Yesterday, Interior Department Inspector General Earl Devaney issued a 147-page report detailing his staff's findings as to the alleged misconduct of former Interior Department official Julie MacDonald. The theme of the document basically is this: MacDonald had one conception of Interior Department ESA policy, and Fish and Wildife folks another, and when MacDonald pressed her view, the Service folks didn't like it. If you think we're exaggerating, read the cover letter. E.g.,
Perhaps most importantly, however, is that our investigation revealed an enormous policy void, which MacDonald was able to readily exploit. While the ESA affords the Secretary great discretion in several areas—exclusions of habitat being one example—the absence of policy in excercising that discretion has resulted, in MacDonald's case, a wholesale lack of consistency, a process built on guess-work, and decisions that could not pass legal muster. This dearth of policy and guidance seems less than coincidental. For many years, through several administrations, this appears to be an area of intentional failure to clarify, in order to maximize the agenda du jour.

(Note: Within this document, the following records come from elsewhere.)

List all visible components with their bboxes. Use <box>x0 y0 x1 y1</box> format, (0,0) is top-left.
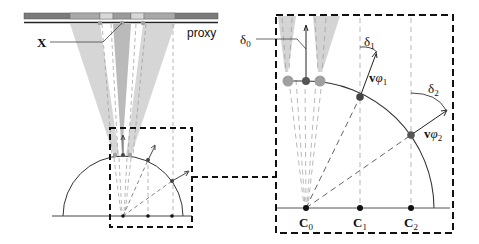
cone-dot <box>128 153 132 157</box>
cone-right <box>313 16 340 72</box>
v-phi2-label: vφ2 <box>424 127 442 143</box>
v-phi1-sub: 1 <box>383 77 388 87</box>
c0-symbol: C <box>299 215 308 230</box>
v-phi1-dot <box>146 158 150 162</box>
delta2-label: δ2 <box>428 82 439 98</box>
center-dot <box>121 153 125 157</box>
v-phi1-greek: φ <box>376 70 383 85</box>
c0-dot <box>121 214 125 218</box>
c1-symbol: C <box>353 215 362 230</box>
cone-dot-large <box>315 76 326 87</box>
proxy-label: proxy <box>187 27 216 39</box>
v-phi2-dot <box>170 179 174 183</box>
c2-point <box>408 205 414 211</box>
right-dashed-projections <box>282 18 411 208</box>
cone-dot <box>113 153 117 157</box>
v-phi2-sub: 2 <box>438 133 443 143</box>
cone-dot-large <box>283 76 294 87</box>
center-dot-large <box>302 77 310 85</box>
c2-label: C2 <box>404 216 418 232</box>
right-panel <box>256 15 453 233</box>
c1-label: C1 <box>353 216 367 232</box>
delta0-sub: 0 <box>246 39 251 49</box>
proxy-dot <box>98 21 103 26</box>
c0-label: C0 <box>299 216 313 232</box>
left-radial-lines <box>123 160 172 216</box>
left-panel <box>24 13 218 227</box>
v-phi2-dot <box>407 131 415 139</box>
c2-dot <box>170 214 174 218</box>
v-phi2-arrowhead <box>441 110 447 116</box>
v-phi1-dot <box>356 93 364 101</box>
v-phi1-label: vφ1 <box>369 71 387 87</box>
delta2-sub: 2 <box>434 88 439 98</box>
c1-sub: 1 <box>362 222 367 232</box>
delta0-label: δ0 <box>240 33 251 49</box>
delta0-leader <box>256 39 306 49</box>
v-phi2-greek: φ <box>431 126 438 141</box>
c2-sub: 2 <box>413 222 418 232</box>
delta1-sub: 1 <box>370 41 375 51</box>
c1-dot <box>146 214 150 218</box>
cone-left <box>278 16 296 72</box>
diagram-canvas: proxy X δ0 δ1 δ2 vφ1 vφ2 C0 C1 C2 <box>0 0 479 244</box>
c2-symbol: C <box>404 215 413 230</box>
right-radial-lines <box>306 97 411 208</box>
c0-sub: 0 <box>308 222 313 232</box>
c1-point <box>357 205 363 211</box>
proxy-dot <box>141 21 146 26</box>
c0-point <box>303 205 309 211</box>
delta1-label: δ1 <box>364 35 375 51</box>
x-label: X <box>37 36 46 49</box>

(Cover letter at 2, emphasis added). So, MacDonald becomes the scapegoat because she attempted to bring to bear a certain policy to ESA decisions. And for that, she is villified.
To be sure, MacDonald and her bosses had a vision of the ESA and how it should be implemented that was not congruent with the environmental community's. But, during the Clinton administration, the views of Babbitt et al. were not the views of the property rights movement, and yet there was no character assassination approaching what has been done here.
Let's hope that the Obama administration moves on from this sorry episode of manufactured "gotcha."